Deborah Menkart, executive director, Teaching for Change
Carla Shalaby is a former elementary school teacher who has studied at the Rutgers and Harvard graduate schools of education and directed elementary education programs at Brown University and Wellesley College. Her work focuses on the critical role that children and teachers play in the ongoing struggle for justice. She lives in Detroit and is the author of Troublemakers: Lessons in Freedom from Young Children at School (The New Press).

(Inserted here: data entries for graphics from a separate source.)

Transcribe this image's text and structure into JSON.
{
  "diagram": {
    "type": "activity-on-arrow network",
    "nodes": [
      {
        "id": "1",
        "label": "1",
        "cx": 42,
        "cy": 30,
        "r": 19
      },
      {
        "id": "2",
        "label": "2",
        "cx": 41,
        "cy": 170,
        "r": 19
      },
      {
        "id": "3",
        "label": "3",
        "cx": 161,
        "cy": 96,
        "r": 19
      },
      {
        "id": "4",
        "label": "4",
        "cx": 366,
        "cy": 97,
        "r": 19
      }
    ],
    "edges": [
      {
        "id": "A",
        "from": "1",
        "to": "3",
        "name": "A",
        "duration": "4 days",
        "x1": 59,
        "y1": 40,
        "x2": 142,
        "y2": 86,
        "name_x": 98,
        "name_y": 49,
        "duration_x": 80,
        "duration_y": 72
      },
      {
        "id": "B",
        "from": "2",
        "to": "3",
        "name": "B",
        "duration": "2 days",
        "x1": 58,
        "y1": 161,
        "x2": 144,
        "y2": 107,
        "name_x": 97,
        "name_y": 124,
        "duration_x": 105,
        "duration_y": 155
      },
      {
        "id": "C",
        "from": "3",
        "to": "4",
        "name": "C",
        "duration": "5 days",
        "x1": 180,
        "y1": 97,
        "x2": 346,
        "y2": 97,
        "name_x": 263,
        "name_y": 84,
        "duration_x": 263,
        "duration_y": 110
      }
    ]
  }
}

A radical educator's paradigm-shifting inquiry into the accepted, normal demands of school, as illuminated by moving portraits of four young "problem children" In this dazzling debut, Carla Shalaby, a former elementary school teacher, explores the everyday lives of four young "troublemakers," challenging the ways we identify and understand so-called problem children. Time and again, we make seemingly endless efforts to moderate, punish, and even medicate our children, when we should instead be concerned with transforming the very nature of our institutions, systems, and structures, large and small. Through delicately crafted portraits of these memorable children--Zora, Lucas, Sean, and Marcus-- Troublemakers allows us to see school through the eyes of those who know firsthand what it means to be labeled a problem.From Zora's proud individuality to Marcus's open willfulness, from Sean's struggle with authority to Lucas's tenacious imagination, comes profound insight--for educators and parents alike--into how schools engender, exclude, and then try to erase trouble, right along with the young people accused of making it. And although the harsh disciplining of adolescent behavior has been called out as part of a school-to-prison pipeline, the children we meet in these pages demonstrate how a child's path to excessive punishment and exclusion in fact begins at a much younger age.Shalaby's empathetic, discerning, and elegant prose gives us a deeply textured look at what noncompliance signals about the environments we require students to adapt to in our schools. Both urgent and timely, this paradigm-shifting book challenges our typical expectations for young children and with principled affection reveals how these demands--despite good intentions--work to undermine the pursuit of a free and just society.